The active health check allows Envoy to independently verify the health of an upstream pod. This check is independent of any individual request. If it finds that an upstream cluster is no longer healthy, it will stop forwarding traffic to it until it is healthy, providing better guarantees of availability and readiness.

As noted in the Ambassador documentation, Active Health Checks require the Kubernetes endpoint resolver. This is required because the endpoint resolver allows Envoy to be aware of each pod in a deployment as opposed to the Kubernetes service resolver where Envoy is only aware of the upstream as a single endpoint. When Envoy is aware of the multiple pods in a deployment, then it will allow the active health checks to mark an individual pod as unhealthy while the remaining pods can serve requests.
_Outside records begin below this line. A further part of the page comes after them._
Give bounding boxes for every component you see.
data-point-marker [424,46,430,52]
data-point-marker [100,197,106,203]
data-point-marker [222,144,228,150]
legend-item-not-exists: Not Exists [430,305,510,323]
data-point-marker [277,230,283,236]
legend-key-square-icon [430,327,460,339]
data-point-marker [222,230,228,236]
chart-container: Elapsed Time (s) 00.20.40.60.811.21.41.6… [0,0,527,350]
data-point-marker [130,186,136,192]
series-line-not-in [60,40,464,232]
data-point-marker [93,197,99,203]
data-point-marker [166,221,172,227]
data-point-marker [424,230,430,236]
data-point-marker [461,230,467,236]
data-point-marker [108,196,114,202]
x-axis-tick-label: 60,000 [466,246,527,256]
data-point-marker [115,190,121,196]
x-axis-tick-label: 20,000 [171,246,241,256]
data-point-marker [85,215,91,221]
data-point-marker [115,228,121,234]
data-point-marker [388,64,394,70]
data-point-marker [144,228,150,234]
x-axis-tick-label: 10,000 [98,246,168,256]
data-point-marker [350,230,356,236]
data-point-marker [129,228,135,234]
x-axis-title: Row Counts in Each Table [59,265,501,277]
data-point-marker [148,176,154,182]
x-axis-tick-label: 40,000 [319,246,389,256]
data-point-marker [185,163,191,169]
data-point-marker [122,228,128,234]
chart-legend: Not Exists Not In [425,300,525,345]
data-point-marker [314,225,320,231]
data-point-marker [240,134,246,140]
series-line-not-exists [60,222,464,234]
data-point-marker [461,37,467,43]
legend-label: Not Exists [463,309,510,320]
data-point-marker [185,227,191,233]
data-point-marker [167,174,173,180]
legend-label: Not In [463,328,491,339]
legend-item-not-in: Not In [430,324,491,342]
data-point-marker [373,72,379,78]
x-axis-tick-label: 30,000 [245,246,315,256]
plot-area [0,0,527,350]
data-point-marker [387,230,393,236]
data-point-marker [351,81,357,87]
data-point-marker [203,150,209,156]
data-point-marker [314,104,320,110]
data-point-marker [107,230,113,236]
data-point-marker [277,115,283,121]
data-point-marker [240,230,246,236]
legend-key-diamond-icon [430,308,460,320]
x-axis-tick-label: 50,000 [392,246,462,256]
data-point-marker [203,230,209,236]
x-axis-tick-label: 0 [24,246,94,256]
Both HTTP and gRPC health checks can be configured.

Here is an example:

apiVersion: getambassador.io/v3alpha1
kind: Mapping
metadata:
name: "example-mapping"
namespace: "example-namespace"
spec:
hostname: "*"
prefix: /example/
service: quote
health_checks: list[object]
- unhealthy_threshold: int
healthy_threshold: int
interval: duration
timeout: duration
health_check: object
http:
path: string
hostname: string
remove_request_headers: list[string]
add_request_headers: list[object]
- example-header-1:
append: bool
value: string
expected_statuses: list[object]
- max: int (100-599)
min: int (100-599)
- health_check: object
grpc:
authority: string
upstream_name: string

These specifications allow you to fine-tune your health checks and provide enhanced controls for troubleshooting and monitoring.

Combining Edge Stack with AWS or GKE

You can combine Edge Stack API Gateway with AWS effectively without issues. For AWS, here are the steps to follow ⬇️

  1. Create an Amazon EKS cluster and worker nodes
  2. Install Ambassador Edge Stack in the cluster
  3. Create a LoadBalancer service in Kubernetes using the type: LoadBalancer and annotations: service.beta.kubernetes.io/aws-load-balancer-type: nlb parameters
  4. Configure the health checks using the ambassador annotation as described above.
  5. Test the health checks and troubleshoot any issues.

For more detailed instructions, you can refer to the AWS checklist.

Troubleshooting health checks on Edge Stack

If your health checks are not working as expected, here are some troubleshooting suggestions:

  1. Check the logs of the service to see if any errors or exceptions are being thrown.
  2. Verify that the probe endpoint is returning a valid HTTP response code (200–299).
  3. Check Edge Stack logs to see if there are any errors or warnings related to health checks.
  4. Ensure that the service is running on the specified port and that the port is open in the container.
  5. Verify that the health check configuration in the Kubernetes YAML file is correct.

Monitoring health checks on Edge Stack

To monitor the health checks on Edge Stack, you can use a variety of tools, including but not limited to:

  1. Prometheus: A popular open-source monitoring solution that can be used to collect and analyze metrics from Ambassador Edge Stack
  2. Grafana: A dashboarding and visualization tool that can be used to create custom dashboards to monitor health checks
  3. Datadog: A popular monitoring and analytics platform that can be used to collect and visualize metrics from Edge Stack and other Kubernetes components.

These tools can monitor your services’ health checks and ensure they are running correctly.

Conclusion

Thanks for sticking with me till the end of this tutorial. We looked at liveness, readiness, and startup probes in Kubernetes and how to configure health checks using Edge Stack. Configuring health checks for microservices is critical to ensuring their reliability and availability.

By utilizing Edge Stack API Gateway, you can monitor and manage your microservices’ health, ensuring they can efficiently handle incoming traffic. With the right configuration, you can minimize downtime and improve the overall user experience.